Krane, who is also doing Stroman’s next project in London, and who worked with Rob Marshall on the dance music for the film version of Nine, thinks of himself as a composer rather than an arranger. “I hate the word,” he says. “It sounds like something you do with flowers.”

 

Whatever they want to call themselves, Trujillo says, dance arrangers have been crucial to his success. “So much of what I do is very specific to my dance music. A lot of the time I spend in preproduction I spend working with the dance arranger to create this music, so that the steps and the music are married.”

 

On Memphis and The Addams Family, Trujillo worked with August Eriksmoen, who fits O’Flaherty’s generalization: He began as a conductor and an orchestrator. “It’s hard to make a living just doing one thing,” says Eriksmoen. But there’s another reason dance arrangers tend to have experience in other areas of musical theater: “You have to understand all of it,” Eriksmoen says. “You have to understand the full context of a show and how it all works together.”

 

Eriksmoen and Trujillo first partnered on the touring production of All Shook Up, the 2005 Elvis Presley jukebox musical. As music director, Eriksmoen was there when Trujillo decided to make changes in the choreography, and they hit it off—a critical factor in any choreographer-arranger relationship. “We are so in sync,” Trujillo says.

 

As Eriksmoen describes their process, it sounds a lot like two jazz musicians riffing off one another. “It’s very much a back and forth, with a lot of improvising,” he says. “I’ll play something, and it’s not about whether he likes it. He’ll say, ‘That doesn’t make me want to dance.’ I’ll try 10 things, until something will make him want to dance. He does some moves, and that leads me musically to something. ‘Or what about this?’ And then he says, ‘Yeah, but I need it to be twice as long, because then I could do this.’ And I say, ‘But if you’re gonna jump there, I need to make the musical phrase climax at the end of those four bars. And maybe I’ll change the key.’ ”

 

The process, he says, “is just from the gut. There’s a lot of refinement for weeks afterwards. But in the initial stages, it’s just whatever comes to me, whatever comes to him, and throwing it out there.”

 

These collaborations, O’Flaherty says, are based on chemistry: “If your brains are not in sync, it doesn’t really work.” But arrangers are collaborating not just with choreographers but with composers too, whether they are in the room or long gone. Krane says Maury Yeston gave him a piece of advice before he started working with Yeston’s score for Nine: “Pretend I’m dead.” But no good dance arranger wants to create something that doesn’t sound as if it belongs in the musical that the composer wrote. “It’s our job to honor the composition of the piece,” Eriksmoen says. “You don’t want to just repeat the melody. The composer would have added a verse if he wanted that. So you rework it.

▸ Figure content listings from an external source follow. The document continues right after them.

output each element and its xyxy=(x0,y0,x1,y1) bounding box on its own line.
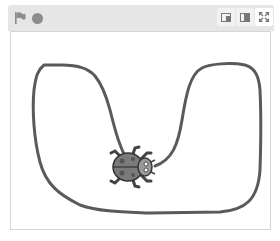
stage-canvas[interactable] xyxy=(10,31,271,230)
pen-drawing xyxy=(0,0,280,241)
ladybug-icon[interactable] xyxy=(111,147,155,187)
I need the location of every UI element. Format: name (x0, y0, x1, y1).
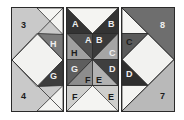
quilt-block-figure: 3 4 H G A B A B (0, 0, 184, 120)
right-panel: 8 7 C D (121, 7, 175, 112)
middle-panel-shapes (67, 8, 118, 111)
middle-panel: A B A B H C G D F E F E (66, 7, 119, 112)
left-panel-shapes (12, 8, 63, 111)
left-panel: 3 4 H G (11, 7, 64, 112)
right-panel-shapes (122, 8, 174, 111)
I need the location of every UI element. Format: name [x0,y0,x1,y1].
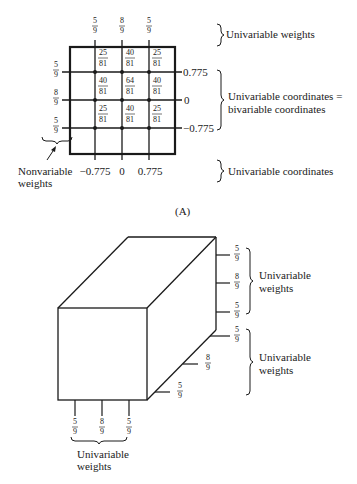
svg-text:9: 9 [120,26,124,35]
annotation-univariable-coordinates: Univariable coordinates [228,165,333,177]
svg-text:5: 5 [73,417,77,426]
depth-weight-ticks [155,336,230,392]
svg-text:5: 5 [127,417,131,426]
svg-text:40: 40 [126,48,134,57]
svg-text:40: 40 [153,76,161,85]
cell-weights: 25 81 40 81 25 81 40 81 64 81 40 81 25 8… [98,48,162,124]
svg-text:0.775: 0.775 [183,66,208,78]
arrow-icon [47,146,56,160]
left-weights: 5 9 8 9 5 9 [53,60,59,135]
svg-text:5: 5 [54,60,58,69]
svg-text:81: 81 [153,115,161,124]
svg-text:9: 9 [147,26,151,35]
right-weight-ticks [216,255,230,312]
bottom-weight-ticks [75,400,129,416]
svg-text:81: 81 [126,115,134,124]
svg-text:5: 5 [54,116,58,125]
svg-text:81: 81 [153,59,161,68]
svg-text:81: 81 [99,59,107,68]
svg-text:9: 9 [235,254,239,263]
annotation-nonvariable-line2: weights [18,177,52,189]
svg-text:81: 81 [126,87,134,96]
annotation-b-lower-line2: weights [259,364,293,376]
svg-text:40: 40 [126,104,134,113]
annotation-nonvariable-line1: Nonvariable [18,165,72,177]
svg-text:8: 8 [54,88,58,97]
svg-text:9: 9 [235,282,239,291]
annotation-b-upper-line1: Univariable [259,269,311,281]
fraction: 8 9 [119,16,125,35]
svg-text:9: 9 [235,311,239,320]
svg-text:5: 5 [93,16,97,25]
fraction: 5 9 [146,16,152,35]
svg-text:5: 5 [235,244,239,253]
svg-text:5: 5 [235,325,239,334]
svg-text:81: 81 [99,115,107,124]
svg-text:0: 0 [184,94,190,106]
fraction: 5 9 [92,16,98,35]
svg-text:8: 8 [100,417,104,426]
svg-text:5: 5 [178,381,182,390]
svg-text:25: 25 [153,104,161,113]
annotation-b-bottom-line1: Univariable [77,448,129,460]
annotation-b-lower-line1: Univariable [259,351,311,363]
top-weights: 5 9 8 9 5 9 [92,16,152,35]
svg-text:8: 8 [206,353,210,362]
svg-text:9: 9 [54,126,58,135]
svg-text:8: 8 [235,272,239,281]
svg-text:−0.775: −0.775 [183,122,214,134]
svg-text:9: 9 [127,427,131,436]
panel-label-a: (A) [175,205,191,218]
svg-text:0.775: 0.775 [138,165,163,177]
annotation-coordinates-line1: Univariable coordinates = [228,90,342,102]
svg-text:8: 8 [120,16,124,25]
annotation-univariable-weights: Univariable weights [226,28,315,40]
svg-text:9: 9 [93,26,97,35]
right-coordinates: 0.775 0 −0.775 [183,66,214,134]
svg-text:9: 9 [54,98,58,107]
svg-text:9: 9 [206,363,210,372]
annotation-b-bottom-line2: weights [77,460,111,472]
svg-text:9: 9 [100,427,104,436]
svg-text:81: 81 [126,59,134,68]
box-3d [58,237,216,400]
svg-text:9: 9 [54,70,58,79]
right-weights: 5 9 8 9 5 9 [234,244,240,320]
svg-text:0: 0 [119,165,125,177]
depth-weights: 5 9 8 9 5 9 [177,325,240,400]
svg-text:25: 25 [99,48,107,57]
svg-text:9: 9 [73,427,77,436]
bottom-weights: 5 9 8 9 5 9 [72,417,132,436]
quadrature-diagram: 5 9 8 9 5 9 5 9 8 9 5 9 25 81 40 [0,0,357,484]
svg-text:64: 64 [126,76,134,85]
bottom-coordinates: −0.775 0 0.775 [80,165,163,177]
svg-text:81: 81 [99,87,107,96]
annotation-coordinates-line2: bivariable coordinates [228,103,325,115]
svg-text:9: 9 [235,335,239,344]
svg-text:5: 5 [147,16,151,25]
svg-text:5: 5 [235,301,239,310]
svg-text:40: 40 [99,76,107,85]
annotation-b-upper-line2: weights [259,282,293,294]
svg-text:9: 9 [178,391,182,400]
svg-text:25: 25 [153,48,161,57]
svg-text:81: 81 [153,87,161,96]
svg-text:−0.775: −0.775 [80,165,111,177]
svg-text:25: 25 [99,104,107,113]
brace-icons-b [71,248,253,444]
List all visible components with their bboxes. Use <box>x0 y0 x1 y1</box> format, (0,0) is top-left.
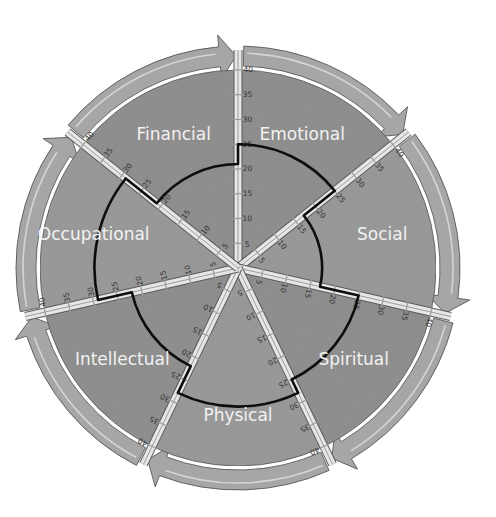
tick-label: 35 <box>243 90 253 99</box>
segment-label-financial: Financial <box>137 124 211 144</box>
segment-label-spiritual: Spiritual <box>318 349 389 369</box>
tick-label: 15 <box>243 189 253 198</box>
segment-label-emotional: Emotional <box>260 124 345 144</box>
segment-label-physical: Physical <box>203 405 272 425</box>
tick-label: 10 <box>243 214 253 223</box>
segment-label-intellectual: Intellectual <box>75 349 170 369</box>
wheel-svg: 5101520253035405101520253035405101520253… <box>0 0 496 517</box>
segment-label-social: Social <box>357 224 407 244</box>
tick-label: 20 <box>243 164 253 173</box>
tick-label: 30 <box>243 115 253 124</box>
tick-label: 40 <box>244 65 254 74</box>
segment-label-occupational: Occupational <box>38 224 150 244</box>
wellness-wheel-diagram: 5101520253035405101520253035405101520253… <box>0 0 496 517</box>
tick-label: 5 <box>245 240 250 249</box>
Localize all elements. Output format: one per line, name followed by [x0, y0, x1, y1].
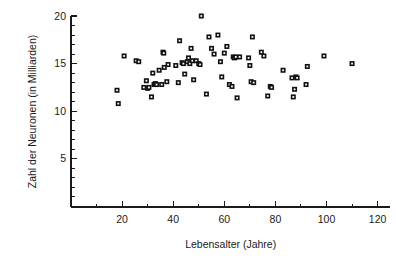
x-axis-tick-labels: 20406080100120 [116, 213, 386, 225]
data-point-marker [306, 65, 309, 68]
data-point-marker [117, 102, 120, 105]
data-point-marker [295, 76, 298, 79]
data-point-marker [151, 71, 154, 74]
data-point-marker [212, 52, 215, 55]
y-tick-label: 10 [54, 105, 66, 117]
y-tick-label: 20 [54, 10, 66, 22]
data-point-marker [142, 86, 145, 89]
y-axis-title: Zahl der Neuronen (in Milliarden) [26, 35, 38, 189]
y-tick-label: 5 [60, 152, 66, 164]
data-point-marker [225, 45, 228, 48]
x-tick-label: 100 [318, 213, 336, 225]
data-point-marker [122, 54, 125, 57]
data-point-marker [293, 88, 296, 91]
x-tick-label: 20 [116, 213, 128, 225]
axes-group [71, 16, 390, 207]
data-point-marker [157, 69, 160, 72]
data-point-marker [155, 83, 158, 86]
data-point-marker [200, 14, 203, 17]
data-point-marker [137, 60, 140, 63]
scatter-plot-figure: 5101520 20406080100120 Lebensalter (Jahr… [0, 0, 396, 266]
data-point-marker [235, 96, 238, 99]
data-point-marker [220, 75, 223, 78]
data-point-marker [304, 83, 307, 86]
data-point-marker [177, 81, 180, 84]
data-point-marker [192, 78, 195, 81]
data-point-markers [115, 14, 353, 105]
data-point-marker [191, 59, 194, 62]
data-point-marker [207, 35, 210, 38]
data-point-marker [205, 92, 208, 95]
y-tick-label: 15 [54, 57, 66, 69]
data-point-marker [281, 69, 284, 72]
data-point-marker [262, 54, 265, 57]
data-point-marker [248, 64, 251, 67]
data-point-marker [187, 56, 190, 59]
data-point-marker [247, 56, 250, 59]
data-point-marker [234, 55, 237, 58]
x-tick-label: 80 [270, 213, 282, 225]
data-point-marker [216, 33, 219, 36]
data-point-marker [147, 86, 150, 89]
data-point-marker [182, 62, 185, 65]
data-point-marker [174, 64, 177, 67]
y-axis-tick-labels: 5101520 [54, 10, 66, 165]
data-point-marker [219, 60, 222, 63]
data-point-marker [270, 86, 273, 89]
x-axis-title: Lebensalter (Jahre) [185, 238, 276, 250]
data-point-marker [178, 39, 181, 42]
data-point-marker [290, 76, 293, 79]
data-point-marker [223, 51, 226, 54]
data-point-marker [162, 51, 165, 54]
data-point-marker [210, 47, 213, 50]
data-point-marker [115, 89, 118, 92]
plot-canvas: 5101520 20406080100120 Lebensalter (Jahr… [0, 0, 396, 266]
data-point-marker [260, 50, 263, 53]
data-point-marker [165, 80, 168, 83]
y-axis-ticks [71, 16, 77, 206]
data-point-marker [160, 83, 163, 86]
data-point-marker [251, 35, 254, 38]
x-tick-label: 40 [167, 213, 179, 225]
data-point-marker [322, 54, 325, 57]
data-point-marker [150, 95, 153, 98]
data-point-marker [238, 55, 241, 58]
data-point-marker [350, 62, 353, 65]
x-axis-ticks [71, 201, 378, 207]
data-point-marker [198, 63, 201, 66]
data-point-marker [266, 94, 269, 97]
data-point-marker [163, 66, 166, 69]
data-point-marker [252, 81, 255, 84]
data-point-marker [183, 72, 186, 75]
data-point-marker [145, 79, 148, 82]
data-point-marker [292, 95, 295, 98]
data-point-marker [189, 47, 192, 50]
data-point-marker [166, 63, 169, 66]
data-point-marker [230, 85, 233, 88]
x-tick-label: 120 [369, 213, 387, 225]
x-tick-label: 60 [218, 213, 230, 225]
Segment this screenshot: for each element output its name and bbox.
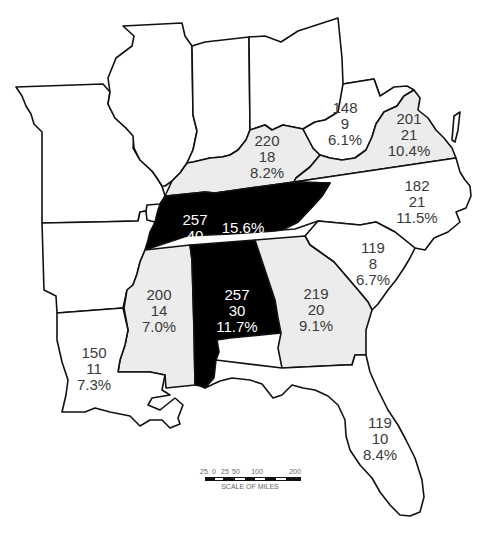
svg-text:11.5%: 11.5% <box>396 209 437 226</box>
svg-text:10.4%: 10.4% <box>388 142 431 159</box>
svg-text:8.2%: 8.2% <box>250 164 284 181</box>
svg-text:100: 100 <box>251 468 263 475</box>
southeast-us-map: 220 18 8.2% 148 9 6.1% 201 21 10.4% 257 … <box>0 0 491 534</box>
svg-text:182: 182 <box>404 177 429 194</box>
svg-text:40: 40 <box>187 227 204 244</box>
svg-text:18: 18 <box>259 148 276 165</box>
svg-text:25: 25 <box>221 468 229 475</box>
svg-text:6.7%: 6.7% <box>356 271 390 288</box>
svg-text:7.0%: 7.0% <box>142 318 176 335</box>
svg-text:257: 257 <box>224 286 249 303</box>
svg-text:50: 50 <box>232 468 240 475</box>
svg-text:7.3%: 7.3% <box>77 376 111 393</box>
svg-text:11: 11 <box>86 360 102 377</box>
svg-text:SCALE OF MILES: SCALE OF MILES <box>221 483 279 490</box>
svg-text:8.4%: 8.4% <box>363 446 397 463</box>
state-indiana <box>187 37 250 163</box>
svg-text:30: 30 <box>229 302 246 319</box>
scale-of-miles: 25 0 25 50 100 200 SCALE OF MILES <box>200 468 301 490</box>
svg-text:8: 8 <box>369 255 377 272</box>
svg-text:150: 150 <box>81 344 106 361</box>
state-florida <box>205 355 424 516</box>
svg-text:11.7%: 11.7% <box>216 318 257 335</box>
svg-text:6.1%: 6.1% <box>328 131 362 148</box>
scale-bar <box>205 477 301 481</box>
svg-text:201: 201 <box>396 110 421 127</box>
svg-text:200: 200 <box>289 468 301 475</box>
svg-text:14: 14 <box>151 302 168 319</box>
svg-text:0: 0 <box>212 468 216 475</box>
svg-text:119: 119 <box>368 414 392 431</box>
svg-text:119: 119 <box>361 239 385 256</box>
svg-text:220: 220 <box>254 132 279 149</box>
svg-text:21: 21 <box>401 126 418 143</box>
svg-text:10: 10 <box>372 430 389 447</box>
svg-text:9.1%: 9.1% <box>299 317 333 334</box>
svg-text:257: 257 <box>182 211 207 228</box>
svg-text:219: 219 <box>303 285 328 302</box>
svg-text:200: 200 <box>146 286 171 303</box>
svg-text:9: 9 <box>341 115 349 132</box>
svg-text:20: 20 <box>308 301 325 318</box>
svg-text:25: 25 <box>200 468 208 475</box>
svg-text:21: 21 <box>409 193 426 210</box>
svg-text:15.6%: 15.6% <box>222 219 265 236</box>
delmarva-peninsula <box>452 112 460 142</box>
svg-text:148: 148 <box>332 99 357 116</box>
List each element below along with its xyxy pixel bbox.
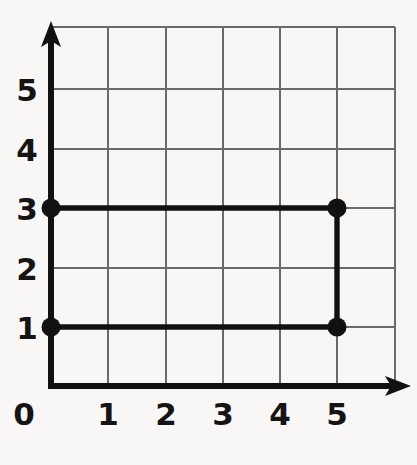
vertex-dot — [42, 318, 61, 337]
vertex-dot — [328, 199, 347, 218]
y-tick-label: 2 — [16, 251, 38, 287]
x-tick-label: 3 — [212, 396, 234, 432]
vertex-dot — [42, 199, 61, 218]
y-tick-label: 1 — [16, 310, 38, 346]
y-tick-label: 3 — [16, 191, 38, 227]
x-tick-label: 5 — [326, 396, 348, 432]
y-tick-label: 4 — [16, 132, 38, 168]
figure-background — [0, 0, 417, 465]
coordinate-grid-figure: 0 1 2 3 4 5 1 2 3 4 5 — [0, 0, 417, 465]
x-tick-label: 4 — [269, 396, 291, 432]
x-tick-label: 1 — [97, 396, 119, 432]
plot-canvas: 0 1 2 3 4 5 1 2 3 4 5 — [0, 0, 417, 465]
x-tick-label: 2 — [155, 396, 177, 432]
y-tick-label: 5 — [16, 72, 38, 108]
x-tick-label: 0 — [13, 396, 35, 432]
vertex-dot — [328, 318, 347, 337]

You rework the rhythms, or you use half of it, or you turn it upside down.”

 

The result will kick when the dancers kick, lift with their lifts, glide with their glides. And if the dance arranger is the choreographer’s unsung hero, the dance arranger has an unsung hero too: “The drummer,” says Krane. “Good drummers”—kick, step, kick, step—“are worth their weight in gold.”

 

 

Sylviane Gold writes on theater for
The New York Times.

 

Photo of
A Tree Grows In Brooklyn by Diane Sobolewski, courtesy Goodspeed.